With a colorful parade through the streets of New York, 10,000 Jewish students from universities, colleges and high schools in the New York area celebrated Israel’s 17th anniversary today, culminating the festivities with an outdoor rally in Central Park as part of their “Salute to Israel.” More than 20,000 watched the parade.
Carrying American and Israeli flags, students danced and sang as they marched to their culminating Central Park parade ground where they released 17 white doves, symbolic of world peace, and participated in prayers for peace. The students presented a Torah scroll to the State of Israel to Ambassador Katriel Katz, Israel’s Consul-General in New York. A taped greeting was broadcast during the rally from Israel’s President Zalman Shazar, New York Mayor Robert F. Wagner addressed the meeting and called for a prayer for peace for Israel.

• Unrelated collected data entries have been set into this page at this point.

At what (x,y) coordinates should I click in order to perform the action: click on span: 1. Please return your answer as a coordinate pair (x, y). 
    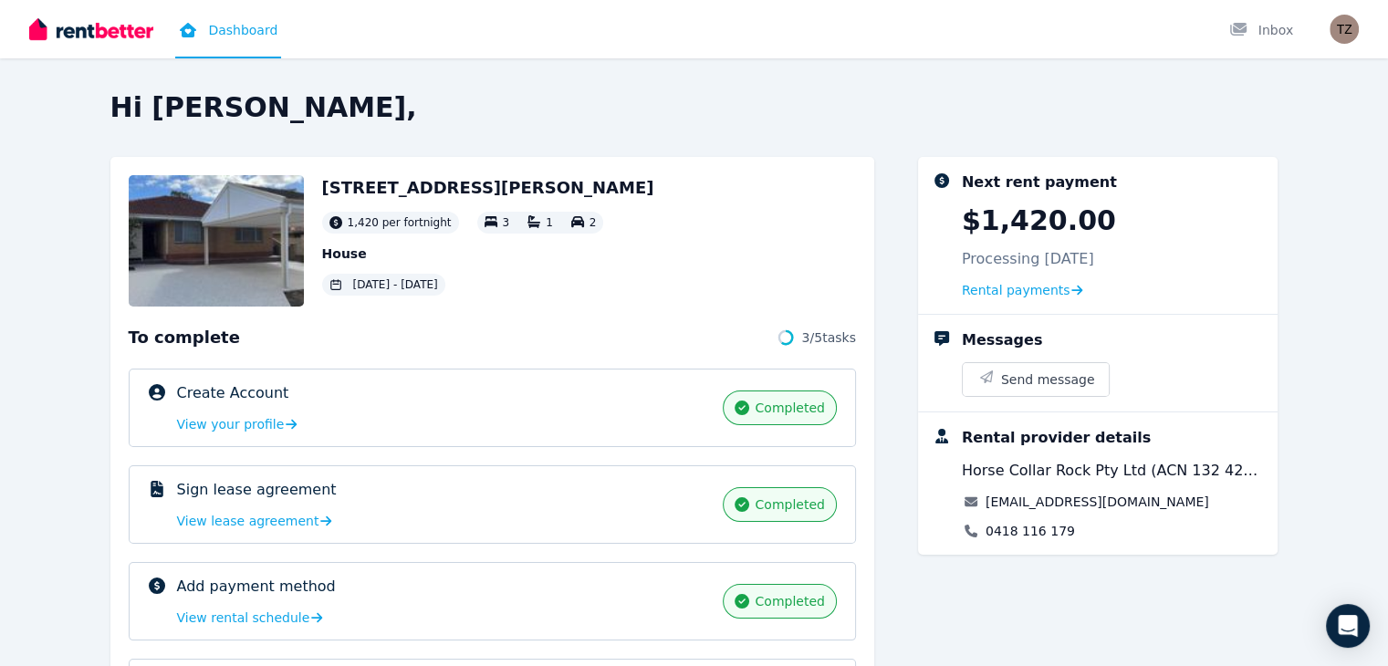
    Looking at the image, I should click on (549, 223).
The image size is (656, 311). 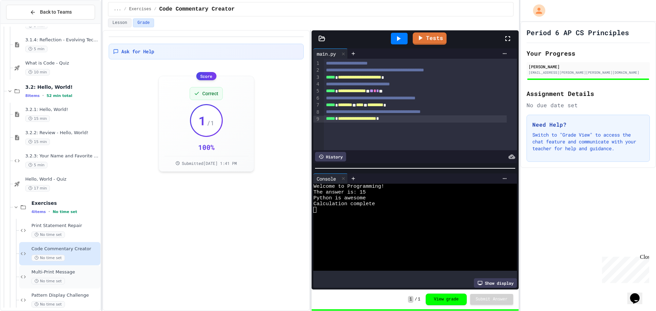 What do you see at coordinates (210, 123) in the screenshot?
I see `span: / 1` at bounding box center [210, 123].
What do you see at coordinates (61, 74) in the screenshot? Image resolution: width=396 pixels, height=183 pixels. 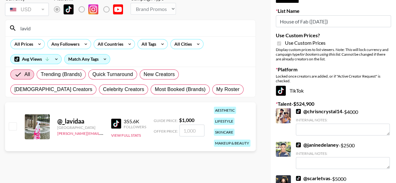 I see `span: Trending (Brands)` at bounding box center [61, 74].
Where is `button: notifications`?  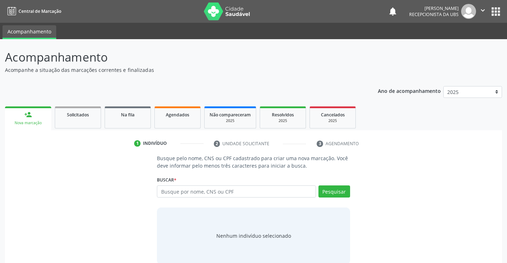
button: notifications is located at coordinates (393, 11).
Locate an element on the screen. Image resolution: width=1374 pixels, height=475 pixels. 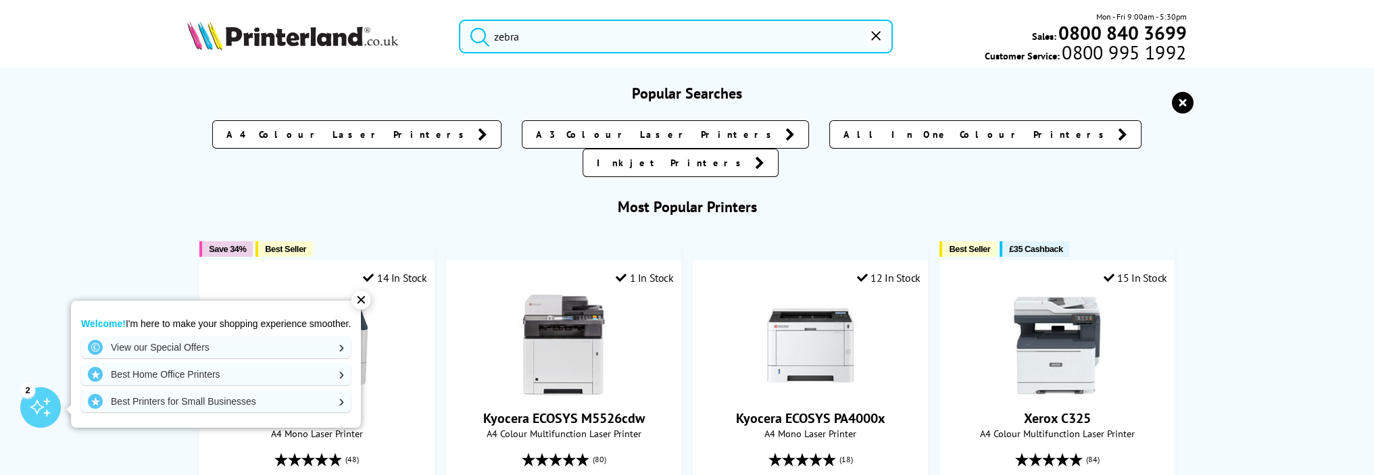
div: 1 In Stock is located at coordinates (645, 278).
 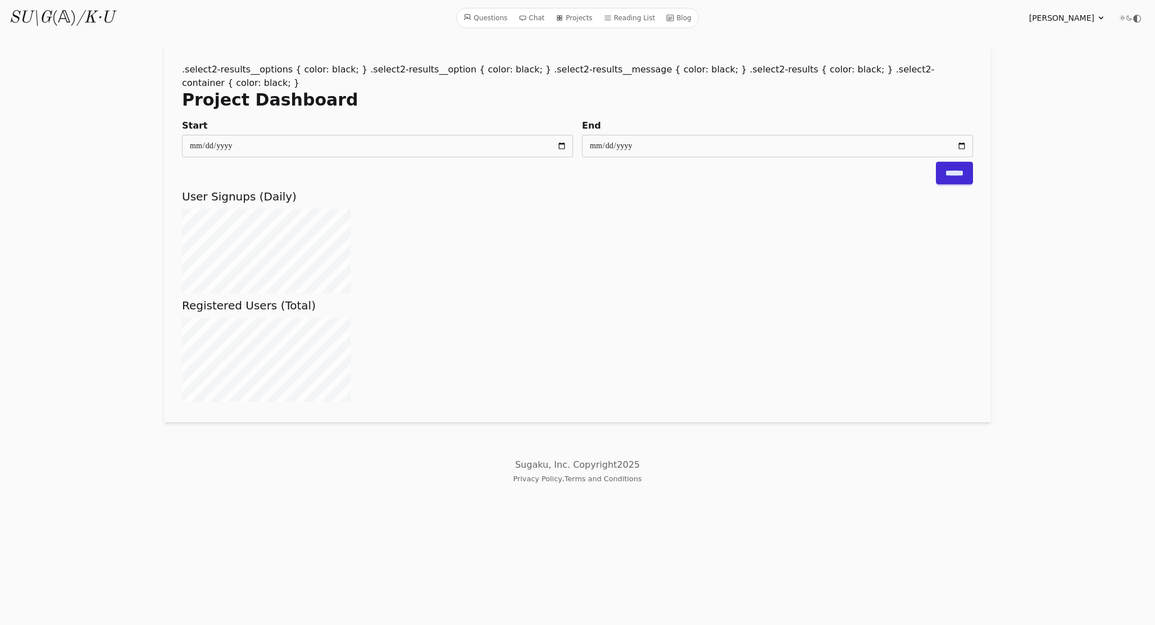 What do you see at coordinates (486, 18) in the screenshot?
I see `a: Questions` at bounding box center [486, 18].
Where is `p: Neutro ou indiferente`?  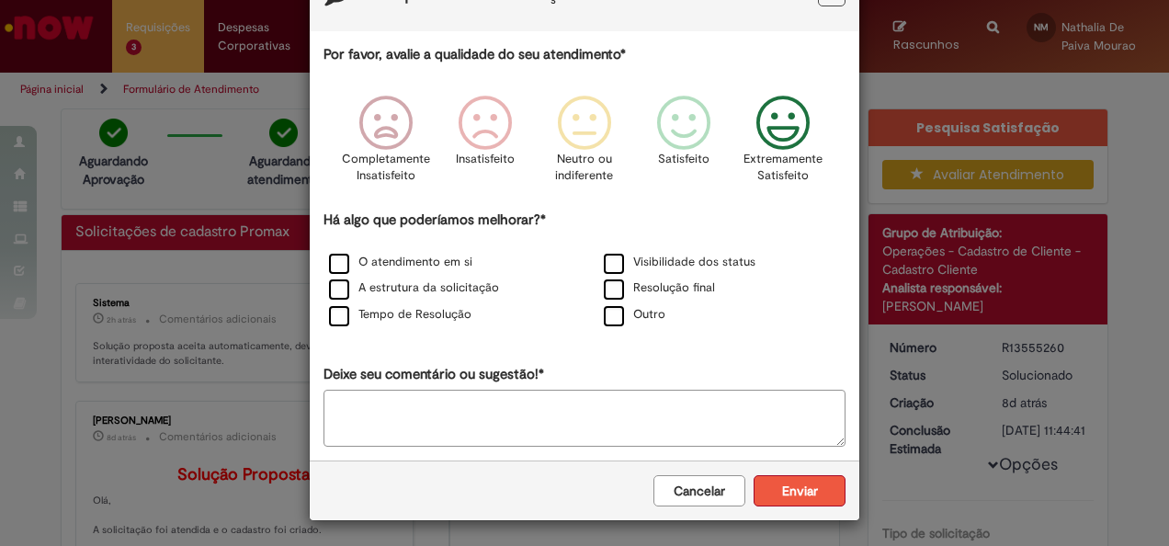 p: Neutro ou indiferente is located at coordinates (584, 167).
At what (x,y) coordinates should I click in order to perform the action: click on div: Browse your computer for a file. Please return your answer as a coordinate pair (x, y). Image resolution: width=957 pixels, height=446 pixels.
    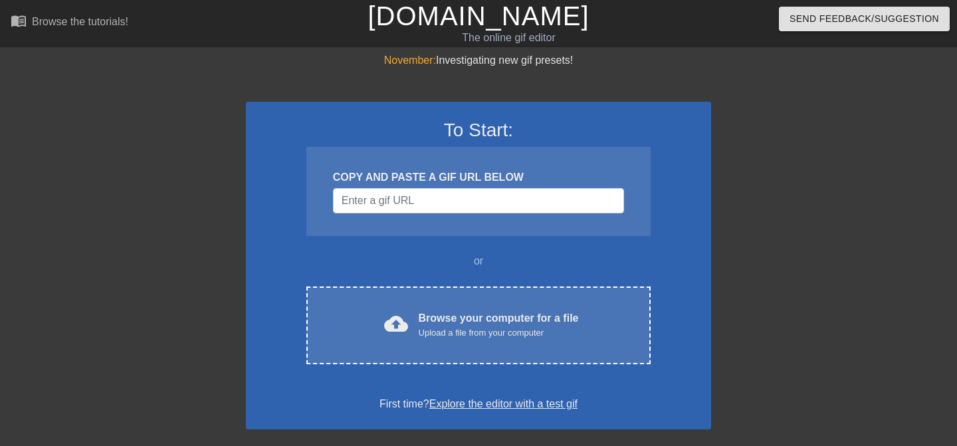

The color guard heading the parade with hundreds of American and Israeli flags was composed of representatives of veterans of the Jewish Legion, the Jewish volunteers who fought in the Middle East with the British Army during World War I; veterans of Israel’s War of Independence in 1948-49; and a group of participants in the “illegal” immigration to Palestine during the years immediately preceding the establishment of the modern State of Israel.
Among the marchers were students from many Jewish religious and youth groups in the New York metropolitan area, including holders of the Jewish National Fund’s “Jerusalem Banner.” There were also youth groups from the so-called “Black Jewish” community, and members of ASPIRA, the Puerto Rican youth organization.
The event was sponsored by the American Zionist Youth Foundation; the education and cultural department of the Jewish Agency, as well as the Agency’s Torah education and youth and education departments, the Jewish Education Committee, and the youth and education department of the Jewish National Fund. Today’s parade and Central Park rally were the beginning of a week’s celebration of Israel’s 17th anniversary to be observed here, and around the entire United States, in many forms.
JTA has documented Jewish history in real-time for over a century. Keep our journalism strong by joining us in supporting independent, award-winning reporting.
The Archive of the Jewish Telegraphic Agency includes articles published from 1923 to 2008. Archive stories reflect the journalistic standards and practices of the time they were published.